Tuesday, January 11, 2011

Surprise: It isn't about you

When you first set foot on the trail, hesitant in the same way a bicyclist is hesitant when riding on a narrow, crowded street, you wished to show off your understanding if not your mastery of the techniques you believed were the conventional techniques used to demonstrate an understanding of what went into a story and what did not.

Like that same metaphorical bicyclist from the previous paragraph, you felt you had enough of a sense of balance to try a few tricks, equivalents of not holding the handlebars, perhaps even the literary equivalent of rolling through stop signs, even popping a wheelie.  Now that you look back on your younger self, you realize much of it was about you and your wish to show off rather than experience the thrill of the ride.  You were more interested in acquisition of, then demonstrating the acquisition of technique rather than withdrawing your callow ass from the scene as you allow the characters to take over, leading you but also the readers to a destination they might find entertaining or shocking or funny or some manner of revelatory.

Your public persona probably doesn't know as much about the work at hand as you like to think it does or, to take it a plateau or two upward, you probably don't know as much about writing as you have presumed to know in your published work about writing and literature.  You've reached a place where it isn't so much about what your public persona knows or doesn't know as it is about how well your private persona is keeping up with your public persons.

To come to the point,it is not at all about you, public or private; it is about them,the characters and concepts you bring forth, and the freedom you are willing to give them.  You have written and lectured endlessly about the obsessive and compulsive natures of the writing persona; you have paid only modest lip service to the control-freak nature of most writers, yourself included.

The beginning writer treats sincere editorial suggestion as an affront, a direct personal attack:  You never liked my work.  The accomplished writer welcomes editorial vision and suggestion.  Even if the suggestion is not taken, the fact of it being given at a particular point sends the clear message that a trained eye has found a soft spot, a place where less is needed so that the truth stands out in bold relief.
The emerging writer treats editorial commentary as though it were a thesis committee,challenging the methodology, sources, and intellectual arc of the thesis.  Small wonder many beginning writers are able to convince themselves that there is an ongoing conspiracy against them that will be kept in force until there is, by some magical transmutation of base elements into gold, a radical combustion.  As you read between the lines, which is to say the personal letters, of a number of prominent authors, you will find them carping away at critics,publishers, and literary agents, even to the point at times of taking on readers for having had the gall to dislike a particular work.

Confident writers--confident artists of any stripe--are rare.  Anxious artists are continuously comparing themselves to writers whose success mystifies, even baffles them, directing their frustrations--wrongly, you argue--against the public, reverting to thinking it is about them again and damn the public's stupidity for not seeing who the true artist is.

The confident writer trusts the characters, says in so many words and in so many refreshing ways, It isn't about me; it's all about them.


Transcribe the listing below verbatim, omitting pictures.

■ DATA LISTING ■
════════════════

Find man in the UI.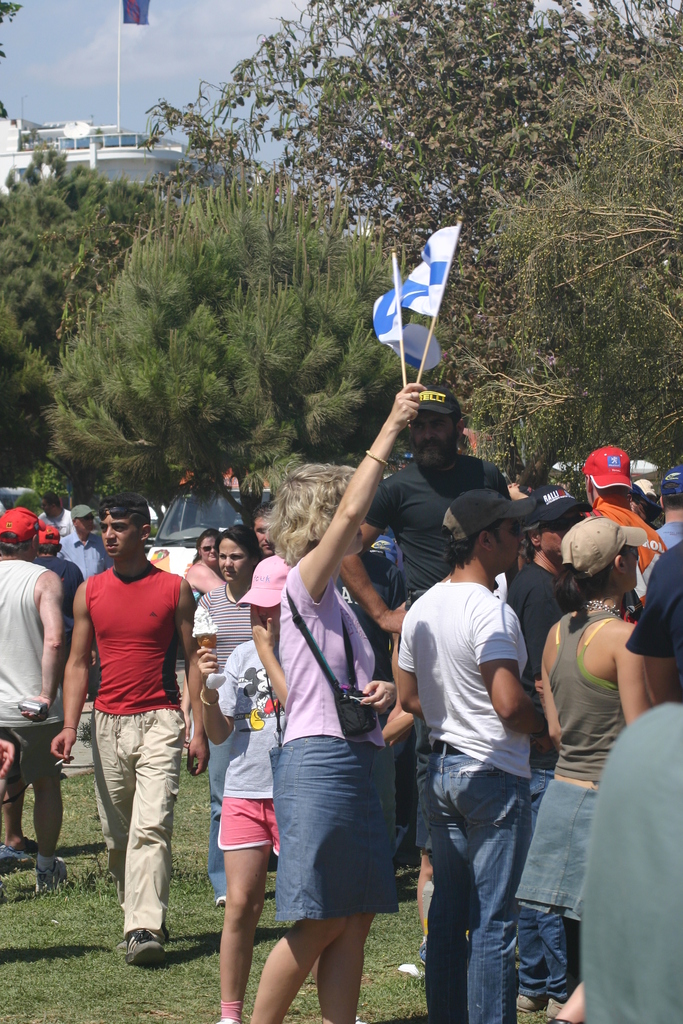
UI element at BBox(52, 489, 209, 964).
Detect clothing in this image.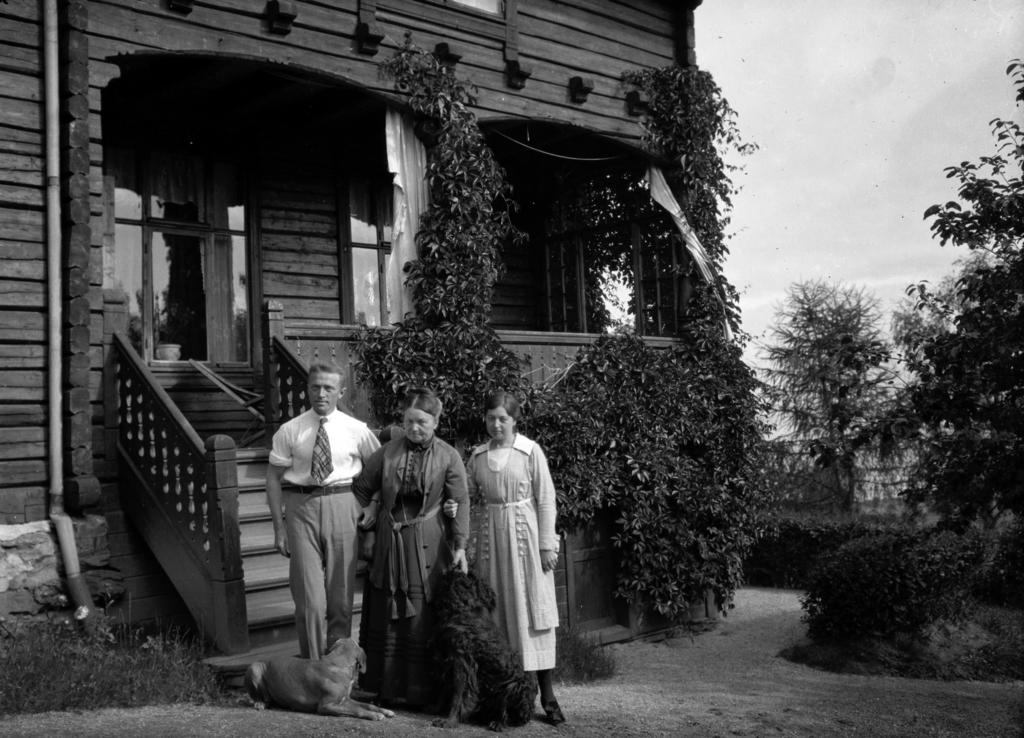
Detection: (263, 402, 384, 659).
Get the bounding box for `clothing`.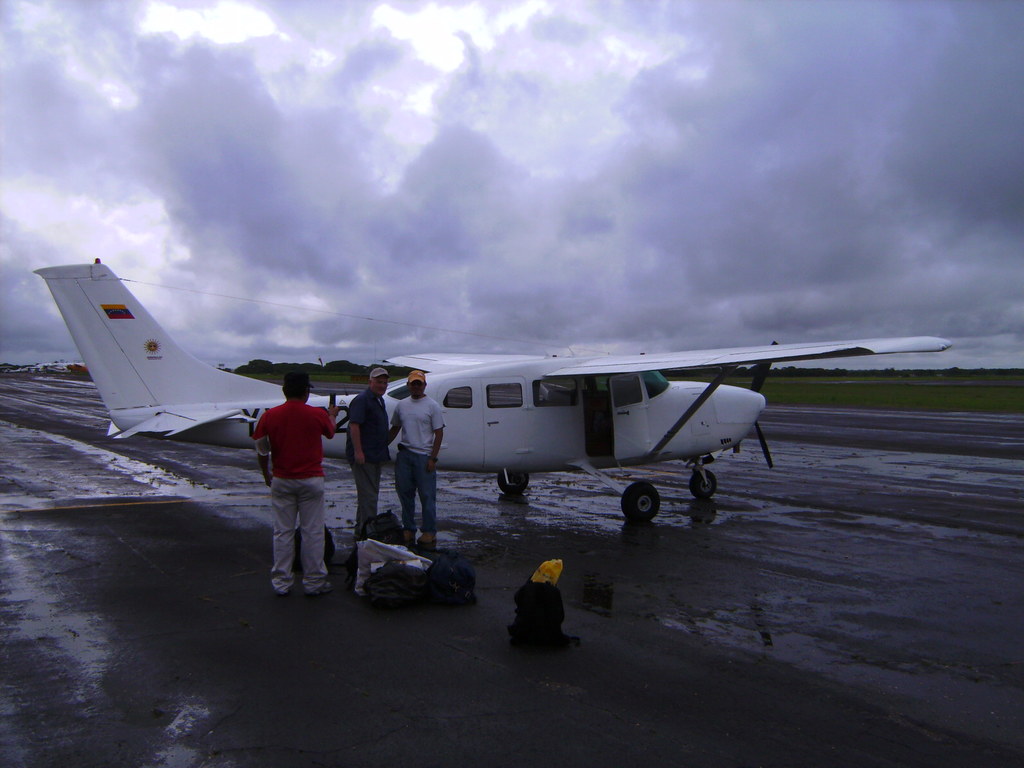
BBox(251, 434, 269, 456).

════════════════

■ WORKED SOLUTION ■
Find man in the UI.
UI element at BBox(52, 489, 209, 964).
Detect clothing in this image.
Detection: (263, 402, 384, 659).
Get the bounding box for `clothing`.
BBox(251, 434, 269, 456).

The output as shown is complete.